About Us
#Campaign4her has been initiated to mobilize and seek feminist solutions to the ongoing conflict-related sexual violence (CRSV) against women and girls in Ethiopia’s war-torn Tigray region. #Campaign4her stands in solidarity with women and girls in Tigray and refugee camps by amplifying their voices, telling their stories, and campaigning for their human rights and justice.
We are feminists, human rights defenders, and activists who are outraged about the systematic rape used as a weapon of war in Tigray. As feminist advocates, we can not look away while women and children are being subjected to weaponized sexual violence and other atrocities. Hence, we aim to mobilize feminist networks within and beyond the continent to seek feminist solutions and advocate for gender-responsive collective action in response to the crisis. While women and girls in Tigray are suffering disproportionately, and they are the primary targets of rape, we recognize that men and boys may also be victims of conflict-related sexual violence.
Women and girls in Tigray are being silenced as they face weaponized rape and other horrific forms of sexual violence committed against them as a part of a larger warfare strategy of ethnic cleansing. The Special Representative of the Secretary-General (SRSG) on Sexual Violence in Conflict described the sexual violence in Tigray region as ‘‘a level of cruelty beyond comprehension.”
Girls as young as eight years old are being targeted, many women have faced sexual slavery, forced pregnancy, sexual torture, gang rape over a number of days, usually in public, in front of their children and family members and other horrific abuses, including individuals forced to rape their own family members. Ever more horrific forms of sexual violence continue to surface: women have had their genitals burned and their uterus filled with foreign objects, including burning sticks, hot metal rods, stones, nails, pieces of plastic and sand in the attempt to make women of Tigray infertile.
A doctor treating survivors of sexual violence in Sudan, Hamdayet refugee camp, reported to CNN that “The women that have been raped say that the things that they say to them when they were raping them is that they need to change their identity–and that they’ve come there to cleanse them … to cleanse the bloodline,” Dr. Tedros Tefera said. “Practically this has been a genocide,” he added. The perpetrators were identified as members of the ”Ethiopian National Defense Forces, Eritrean Defense Forces, Amhara Special Forces, and other irregular armed groups or aligned militia.”
The full extent of the sexual violence committed against women and girls in Tigray remains unknown due to the Ethiopian government’s communications shutdown and limited access to the region. Furthermore, survivors are compelled to navigate the aftermath of sexual violence in situations of curfew, movement restriction, repeated sexual attacks, fear of retaliation, stigma and lack of access to services due to the systematic destruction of the healthcare centers.
The UNFPA expects that at least 22,500 survivors of sexual violence are estimated to seek clinical care due to the consequences of conflict-related sexual violence. The UN Under-Secretary-General for Humanitarian Affairs and Emergency Relief Coordinator Sir Mark Lowcock confirmed that “there is no doubt that sexual violence is being used in this conflict as a weapon of war, as a means to humiliate, terrorize, and traumatize an entire population today and into the next generation.” During the UN security council briefing in April 2021, Sir Mark Lowcock reported that an unspecified agency operating in Tigray had estimated that 30% of all incidents against civilians involved sexual violence and nearly 25% of reports received by another involved gang rape.
These atrocities must come to an end and urgent measures need to be taken to prevent further sexual violence from happening and to protect all civilians in Tigray, including those who have been internally displaced by the conflict and those who remain in refugee camps. Hence, we call upon African feminists, global feminists, peacebuilders, women in leadership, and global human rights defenders to use their voices to end the severe perpetration of rape as a weapon of warfare in Tigray and demand that all perpetrators be held accountable. Survivors of CRSV deserve access to medical care, security, justice, and support to restore their dignity. We will continuously campaign for the safety and protection of the human rights of women and girls who are still trapped in conflict in Tigray, to make sure that their voices don’t get silenced nor forgotten.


§ **Activity**
The answer should consist of all the entries, repeated word for word.

BEGIN Information supplied

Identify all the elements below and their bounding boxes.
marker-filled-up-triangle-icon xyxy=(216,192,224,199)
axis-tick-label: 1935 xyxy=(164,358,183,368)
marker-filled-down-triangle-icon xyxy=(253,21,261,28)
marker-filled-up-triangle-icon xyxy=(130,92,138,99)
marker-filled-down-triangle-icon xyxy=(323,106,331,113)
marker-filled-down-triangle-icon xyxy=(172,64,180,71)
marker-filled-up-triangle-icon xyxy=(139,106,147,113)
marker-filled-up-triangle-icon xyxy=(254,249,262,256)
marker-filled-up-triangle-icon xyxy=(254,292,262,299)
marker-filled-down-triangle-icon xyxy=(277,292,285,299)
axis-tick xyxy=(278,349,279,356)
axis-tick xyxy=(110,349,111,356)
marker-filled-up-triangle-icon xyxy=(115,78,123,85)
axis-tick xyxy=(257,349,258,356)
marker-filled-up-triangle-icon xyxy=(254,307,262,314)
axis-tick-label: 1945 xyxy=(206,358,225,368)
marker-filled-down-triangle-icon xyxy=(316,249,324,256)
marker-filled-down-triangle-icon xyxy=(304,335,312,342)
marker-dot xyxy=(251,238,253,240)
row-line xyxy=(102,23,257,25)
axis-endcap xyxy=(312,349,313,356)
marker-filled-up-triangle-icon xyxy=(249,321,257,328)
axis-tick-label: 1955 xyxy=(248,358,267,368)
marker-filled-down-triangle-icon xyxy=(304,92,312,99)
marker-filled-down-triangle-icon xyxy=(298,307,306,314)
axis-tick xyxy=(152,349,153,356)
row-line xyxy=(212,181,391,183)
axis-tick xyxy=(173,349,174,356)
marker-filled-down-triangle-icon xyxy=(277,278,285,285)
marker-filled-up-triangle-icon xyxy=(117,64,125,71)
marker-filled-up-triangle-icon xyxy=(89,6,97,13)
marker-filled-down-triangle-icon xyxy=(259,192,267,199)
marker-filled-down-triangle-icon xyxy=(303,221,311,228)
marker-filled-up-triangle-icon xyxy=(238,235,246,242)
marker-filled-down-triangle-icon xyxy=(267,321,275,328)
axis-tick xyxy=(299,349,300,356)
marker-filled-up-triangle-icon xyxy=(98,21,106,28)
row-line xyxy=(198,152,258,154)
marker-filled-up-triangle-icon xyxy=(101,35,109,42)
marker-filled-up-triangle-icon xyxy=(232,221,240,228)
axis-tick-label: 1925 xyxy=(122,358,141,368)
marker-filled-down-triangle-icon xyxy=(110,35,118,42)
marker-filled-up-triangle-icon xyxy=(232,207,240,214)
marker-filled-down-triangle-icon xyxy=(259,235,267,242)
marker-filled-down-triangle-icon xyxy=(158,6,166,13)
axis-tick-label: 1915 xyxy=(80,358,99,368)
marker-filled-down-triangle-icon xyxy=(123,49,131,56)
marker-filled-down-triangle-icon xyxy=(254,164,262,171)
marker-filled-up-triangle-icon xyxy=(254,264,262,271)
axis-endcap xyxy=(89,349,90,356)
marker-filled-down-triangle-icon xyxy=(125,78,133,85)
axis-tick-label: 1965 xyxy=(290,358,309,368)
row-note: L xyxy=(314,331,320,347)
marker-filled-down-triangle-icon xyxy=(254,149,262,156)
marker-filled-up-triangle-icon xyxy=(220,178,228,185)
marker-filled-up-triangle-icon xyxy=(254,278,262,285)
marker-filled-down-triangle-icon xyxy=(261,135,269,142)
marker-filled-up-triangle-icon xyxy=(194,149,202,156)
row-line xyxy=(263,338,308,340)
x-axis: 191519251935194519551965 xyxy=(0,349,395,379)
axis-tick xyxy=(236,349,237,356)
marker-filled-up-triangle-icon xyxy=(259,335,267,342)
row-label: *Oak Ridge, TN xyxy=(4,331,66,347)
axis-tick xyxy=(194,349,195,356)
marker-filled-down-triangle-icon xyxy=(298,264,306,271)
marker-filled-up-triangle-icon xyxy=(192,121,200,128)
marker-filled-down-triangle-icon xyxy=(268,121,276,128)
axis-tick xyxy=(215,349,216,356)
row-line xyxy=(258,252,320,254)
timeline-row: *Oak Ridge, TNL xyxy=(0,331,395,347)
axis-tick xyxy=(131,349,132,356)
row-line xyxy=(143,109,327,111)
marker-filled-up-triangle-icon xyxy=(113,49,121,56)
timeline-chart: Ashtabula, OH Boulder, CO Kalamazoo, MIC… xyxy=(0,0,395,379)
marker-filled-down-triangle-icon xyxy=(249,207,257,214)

END Information supplied

§ **Output below**
Identify all the elements below and their bounding boxes.
marker-filled-up-triangle-icon xyxy=(216,192,224,199)
axis-tick-label: 1935 xyxy=(164,358,183,368)
marker-filled-down-triangle-icon xyxy=(253,21,261,28)
marker-filled-up-triangle-icon xyxy=(130,92,138,99)
marker-filled-down-triangle-icon xyxy=(323,106,331,113)
marker-filled-down-triangle-icon xyxy=(172,64,180,71)
marker-filled-up-triangle-icon xyxy=(139,106,147,113)
marker-filled-up-triangle-icon xyxy=(254,249,262,256)
marker-filled-up-triangle-icon xyxy=(254,292,262,299)
marker-filled-down-triangle-icon xyxy=(277,292,285,299)
axis-tick xyxy=(278,349,279,356)
axis-tick xyxy=(110,349,111,356)
marker-filled-up-triangle-icon xyxy=(115,78,123,85)
axis-tick xyxy=(257,349,258,356)
marker-filled-up-triangle-icon xyxy=(254,307,262,314)
axis-tick-label: 1945 xyxy=(206,358,225,368)
marker-filled-down-triangle-icon xyxy=(316,249,324,256)
marker-filled-down-triangle-icon xyxy=(304,335,312,342)
marker-dot xyxy=(251,238,253,240)
row-line xyxy=(102,23,257,25)
axis-endcap xyxy=(312,349,313,356)
marker-filled-up-triangle-icon xyxy=(249,321,257,328)
axis-tick-label: 1955 xyxy=(248,358,267,368)
marker-filled-down-triangle-icon xyxy=(304,92,312,99)
marker-filled-down-triangle-icon xyxy=(298,307,306,314)
axis-tick xyxy=(152,349,153,356)
row-line xyxy=(212,181,391,183)
axis-tick xyxy=(173,349,174,356)
marker-filled-down-triangle-icon xyxy=(277,278,285,285)
marker-filled-up-triangle-icon xyxy=(117,64,125,71)
marker-filled-up-triangle-icon xyxy=(89,6,97,13)
marker-filled-down-triangle-icon xyxy=(259,192,267,199)
marker-filled-down-triangle-icon xyxy=(303,221,311,228)
marker-filled-up-triangle-icon xyxy=(238,235,246,242)
marker-filled-down-triangle-icon xyxy=(267,321,275,328)
axis-tick xyxy=(299,349,300,356)
marker-filled-up-triangle-icon xyxy=(98,21,106,28)
row-line xyxy=(198,152,258,154)
marker-filled-up-triangle-icon xyxy=(101,35,109,42)
marker-filled-up-triangle-icon xyxy=(232,221,240,228)
axis-tick-label: 1925 xyxy=(122,358,141,368)
marker-filled-down-triangle-icon xyxy=(110,35,118,42)
marker-filled-up-triangle-icon xyxy=(232,207,240,214)
marker-filled-down-triangle-icon xyxy=(259,235,267,242)
marker-filled-down-triangle-icon xyxy=(158,6,166,13)
axis-tick-label: 1915 xyxy=(80,358,99,368)
marker-filled-down-triangle-icon xyxy=(123,49,131,56)
marker-filled-down-triangle-icon xyxy=(254,164,262,171)
marker-filled-up-triangle-icon xyxy=(254,264,262,271)
axis-endcap xyxy=(89,349,90,356)
marker-filled-down-triangle-icon xyxy=(125,78,133,85)
axis-tick-label: 1965 xyxy=(290,358,309,368)
row-note: L xyxy=(314,331,320,347)
marker-filled-down-triangle-icon xyxy=(254,149,262,156)
marker-filled-up-triangle-icon xyxy=(220,178,228,185)
marker-filled-up-triangle-icon xyxy=(254,278,262,285)
marker-filled-down-triangle-icon xyxy=(261,135,269,142)
marker-filled-up-triangle-icon xyxy=(194,149,202,156)
row-line xyxy=(263,338,308,340)
x-axis: 191519251935194519551965 xyxy=(0,349,395,379)
axis-tick xyxy=(236,349,237,356)
marker-filled-up-triangle-icon xyxy=(259,335,267,342)
row-label: *Oak Ridge, TN xyxy=(4,331,66,347)
axis-tick xyxy=(194,349,195,356)
marker-filled-down-triangle-icon xyxy=(298,264,306,271)
marker-filled-up-triangle-icon xyxy=(192,121,200,128)
marker-filled-down-triangle-icon xyxy=(268,121,276,128)
axis-tick xyxy=(215,349,216,356)
row-line xyxy=(258,252,320,254)
timeline-row: *Oak Ridge, TNL xyxy=(0,331,395,347)
axis-tick xyxy=(131,349,132,356)
row-line xyxy=(143,109,327,111)
marker-filled-up-triangle-icon xyxy=(113,49,121,56)
timeline-chart: Ashtabula, OH Boulder, CO Kalamazoo, MIC… xyxy=(0,0,395,379)
marker-filled-down-triangle-icon xyxy=(249,207,257,214)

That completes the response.